We’d heard there was a festival taking place that weekend in Nîmes, and I was excited to see a little music and try a few food stalls. As we rounded the corner and gazed up at the giant Roman arena that is the centrepiece of the city, however, it became clear I was mistaken. All along the broad main road through the city, closed off to cars, were boisterous pubs and booze tents, and giant speakers stacked atop one another playing techno. In the lashing rain dozens of topless men were dancing, rain slick on their doughy torsos nipped in at the sides by belts, and girls in lime green crop tops smoked and drank beneath specially erected gazebos. People were hollering and dropping things, and paper cups and cigarette butts ran in rivers down the street. 

It was the last day of the festival and a bank holiday, and there was nobody clean or sober in the city. Every bar we ducked into to hide from the rain was filled with the musty fumes of drunken bodies covered in rain, steam rising, and harsh drunken barks of laughter filled the air between wild eyes and loose, twisting mouths. People hurried down alleyways, either topless or wrapped in transparent cagoules, and rain fell from overflowing gutters to slap against the smooth ancient flagstones on the streep.

“What the hell have we walked into?” I asked Seth, as we bought sausages from a wet tent.

We explored the city, with Seth wrapped cosily in the waterproof hooded jacket he’d thought to pack, and me with teeth a-clatter as the hairs on my arms stood on end and my hair slicked to my forehead and my shirt clung to my midriff.

“Hope for the best, prepare for the best, was it?” said Seth, in response to my wailing. “Surely you can’t be that cold?”

“TAKE YOUR TOP OFF,” I howled back.

We had a beer in each of three bars, and then went to visit the Maison Carrée, a beautifully preserved Roman temple that looks like the Pantheon in Rome. We climbed up the stairs to sit beneath the columns out of the rain, and at the top we found a symphony of teenage goths smoking weed and listening to iris-expandingly intense electro from a little speaker. All of them were wearing black and one of them wore a choker and one of them had no eyebrows and white hair.
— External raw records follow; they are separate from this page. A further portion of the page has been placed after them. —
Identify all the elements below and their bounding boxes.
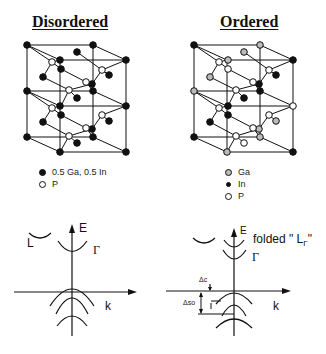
legend-label: 0.5 Ga, 0.5 In <box>52 166 107 178</box>
legend-item-p: P <box>39 178 107 190</box>
energy-axis-label: E <box>240 225 247 236</box>
legend-item-ga-in: 0.5 Ga, 0.5 In <box>39 166 107 178</box>
open-circle-icon <box>225 193 232 200</box>
legend-item-in: In <box>225 178 250 190</box>
legend-label: Ga <box>238 166 250 178</box>
black-circle-icon <box>39 169 46 176</box>
folded-label-close-quote: " <box>308 232 312 246</box>
legend-label: In <box>238 178 246 190</box>
legend-item-p: P <box>225 190 250 202</box>
legend-item-ga: Ga <box>225 166 250 178</box>
ordered-legend: Ga In P <box>225 166 250 202</box>
folded-l-gamma-label: folded " LΓ" <box>253 232 312 248</box>
hatched-circle-icon <box>225 169 232 176</box>
momentum-axis-label: k <box>273 299 279 313</box>
momentum-axis-label: k <box>105 299 111 313</box>
folded-label-text: folded " L <box>253 232 303 246</box>
l-valley-label: L <box>27 236 34 250</box>
black-circle-icon <box>226 182 231 187</box>
disordered-legend: 0.5 Ga, 0.5 In P <box>39 166 107 190</box>
energy-axis-label: E <box>79 221 87 235</box>
delta-so-label: Δso <box>183 299 195 306</box>
legend-label: P <box>238 190 244 202</box>
delta-c-label: Δc <box>199 276 207 283</box>
gamma-valley-label: Γ <box>93 243 100 258</box>
legend-label: P <box>52 178 58 190</box>
gamma-valley-label: Γ <box>252 250 259 265</box>
open-circle-icon <box>39 181 46 188</box>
We tired of the strangeness of Nîmes and made our way back to the car, stopping off for a taco in a kebab shop. Seth told me I would love the French tacos, but I did not love them because they are incredibly dense and mostly filled with chips and are not at all like the Mexican tacos I learned to adore so deeply. In the kebab shop a television screen showed a French daytime TV show on which an aged Mick Hucknall was being interviewed, with the host speaking in French and Mick Hucknall responding in English, which was overdubbed back into French. He was wearing sunglasses, despite the programme taking place indoors. He looked like he didn’t really understand what was going on and like he very much wanted to be elsewhere.
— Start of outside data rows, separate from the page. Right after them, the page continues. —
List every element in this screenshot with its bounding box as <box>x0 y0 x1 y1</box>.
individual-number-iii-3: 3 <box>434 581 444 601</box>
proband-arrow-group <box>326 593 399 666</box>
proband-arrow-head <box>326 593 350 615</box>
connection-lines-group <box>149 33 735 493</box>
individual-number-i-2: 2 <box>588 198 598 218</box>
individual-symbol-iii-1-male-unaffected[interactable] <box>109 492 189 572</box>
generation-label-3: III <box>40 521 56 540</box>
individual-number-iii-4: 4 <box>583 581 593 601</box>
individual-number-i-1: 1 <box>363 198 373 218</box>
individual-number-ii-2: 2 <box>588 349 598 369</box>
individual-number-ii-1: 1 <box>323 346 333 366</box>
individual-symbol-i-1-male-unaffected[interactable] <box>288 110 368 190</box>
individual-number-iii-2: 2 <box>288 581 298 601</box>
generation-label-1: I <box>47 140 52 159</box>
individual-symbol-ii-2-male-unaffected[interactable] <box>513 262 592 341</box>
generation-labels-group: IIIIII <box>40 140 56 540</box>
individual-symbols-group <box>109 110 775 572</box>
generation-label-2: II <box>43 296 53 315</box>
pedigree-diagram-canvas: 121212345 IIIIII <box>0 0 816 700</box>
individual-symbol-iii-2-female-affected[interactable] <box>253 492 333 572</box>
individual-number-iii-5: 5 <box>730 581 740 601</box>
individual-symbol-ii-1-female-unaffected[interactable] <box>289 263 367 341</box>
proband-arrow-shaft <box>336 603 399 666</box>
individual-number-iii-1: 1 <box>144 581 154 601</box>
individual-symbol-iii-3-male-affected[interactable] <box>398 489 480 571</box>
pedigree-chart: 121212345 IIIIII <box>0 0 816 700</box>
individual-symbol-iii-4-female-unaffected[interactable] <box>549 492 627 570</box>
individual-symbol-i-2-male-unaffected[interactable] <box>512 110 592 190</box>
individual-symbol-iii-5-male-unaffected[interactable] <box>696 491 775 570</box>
“How was that then?” asked Seth, as we waited at the bus stop to go back to the park and ride. “Would you have another French taco?”
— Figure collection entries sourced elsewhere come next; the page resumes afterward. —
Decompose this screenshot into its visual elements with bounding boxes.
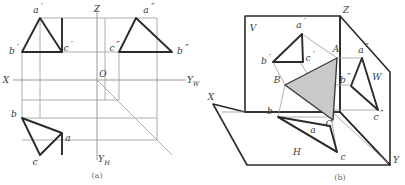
plane-label-w: W (372, 72, 382, 82)
plane-w-poly (340, 16, 390, 165)
label-B-right: B (273, 75, 281, 85)
label-a-prime-left: a (33, 5, 38, 15)
axis-label-z-left: Z (93, 4, 101, 14)
triangle-a-b-c-frontal (22, 18, 62, 52)
label-a-plain-left: a (65, 133, 70, 143)
label-a-double-prime-right: a (358, 45, 363, 55)
label-b-double-prime-right-mark: ″ (347, 72, 351, 82)
label-c-plain-left: c (32, 157, 37, 167)
plane-h-poly (213, 104, 390, 165)
label-c-double-prime-right-mark: ″ (380, 109, 384, 119)
triangle-a-b-c-horizontal (22, 118, 62, 155)
label-c-double-prime-left: c (109, 43, 114, 53)
frontal-triangle-right (273, 34, 303, 62)
axis-label-z-right: Z (342, 5, 350, 15)
label-b-plain-right: b (267, 106, 273, 116)
axis-label-x-left: X (2, 75, 10, 85)
label-c-plain-right: c (340, 152, 345, 162)
profile-projection-triangle (119, 18, 172, 52)
shaded-triangle-ABC (285, 58, 337, 120)
triangle-abc-double-right (351, 58, 378, 110)
axes-left (13, 8, 186, 160)
plane-h-outline (213, 104, 390, 165)
label-c-prime-right-mark: ′ (313, 50, 315, 60)
label-a-double-prime-left: a (143, 5, 148, 15)
right-pictorial-view: V H W X Z Y A B C a ′ b ′ c ′ a ″ b ″ c … (207, 5, 400, 182)
label-b-plain-left: b (11, 109, 17, 119)
plane-label-h: H (292, 147, 301, 157)
axis-label-yw-subscript-left: W (193, 80, 201, 88)
label-C-right: C (326, 119, 333, 129)
label-a-double-prime-left-mark: ″ (151, 2, 155, 12)
label-a-plain-right: a (310, 125, 315, 135)
axis-y-diagonal (330, 110, 388, 163)
label-A-right: A (332, 44, 340, 54)
caption-left: (a) (91, 171, 102, 180)
label-a-prime-right-mark: ′ (304, 17, 306, 27)
label-b-prime-right-mark: ′ (269, 53, 271, 63)
horizontal-projection-triangle (22, 118, 62, 155)
label-b-prime-left: b (9, 46, 15, 56)
label-c-prime-left-mark: ′ (71, 40, 73, 50)
label-c-double-prime-right: c (373, 112, 378, 122)
technical-drawing-figure: a ′ b ′ c ′ a ″ b ″ c ″ a b c X Z Y W Y … (0, 0, 405, 185)
axis-label-origin-left: O (99, 69, 107, 79)
miter-line-45deg (97, 80, 172, 155)
figure-canvas: a ′ b ′ c ′ a ″ b ″ c ″ a b c X Z Y W Y … (0, 0, 405, 185)
triangle-abc-prime-right (273, 34, 303, 62)
plane-label-v: V (250, 23, 258, 33)
axis-label-yh-subscript-left: H (103, 159, 110, 167)
label-c-prime-right: c (305, 53, 310, 63)
triangle-ABC-shaded (285, 58, 337, 120)
label-a-prime-right: a (296, 20, 301, 30)
frontal-projection-triangle (22, 18, 62, 52)
label-a-prime-left-mark: ′ (41, 2, 43, 12)
left-orthographic-view: a ′ b ′ c ′ a ″ b ″ c ″ a b c X Z Y W Y … (2, 2, 201, 180)
profile-triangle-right (351, 58, 378, 110)
caption-right: (b) (334, 173, 345, 182)
label-b-double-prime-right: b (340, 75, 346, 85)
label-b-double-prime-left: b (177, 46, 183, 56)
plane-w-outline (340, 16, 390, 165)
axis-label-x-right: X (207, 92, 215, 102)
axis-label-y-right: Y (393, 155, 400, 165)
label-b-prime-left-mark: ′ (17, 43, 19, 53)
label-b-double-prime-left-mark: ″ (185, 43, 189, 53)
triangle-a-b-c-profile (119, 18, 172, 52)
label-c-prime-left: c (63, 43, 68, 53)
label-b-prime-right: b (261, 56, 267, 66)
“No,” I replied, with such speed and conviction that Seth lost his breath laughing.

Back at the car park the van wouldn’t fit under the maximum height bar to exit, so I had to climb out and stand on the back bumper to weigh it down more evenly, clinging on gingerly as Seth inched beneath the bar. Then I hopped back in and we drove home, and on the way we talked about some serious things and some silly things, and like always, we laughed a lot.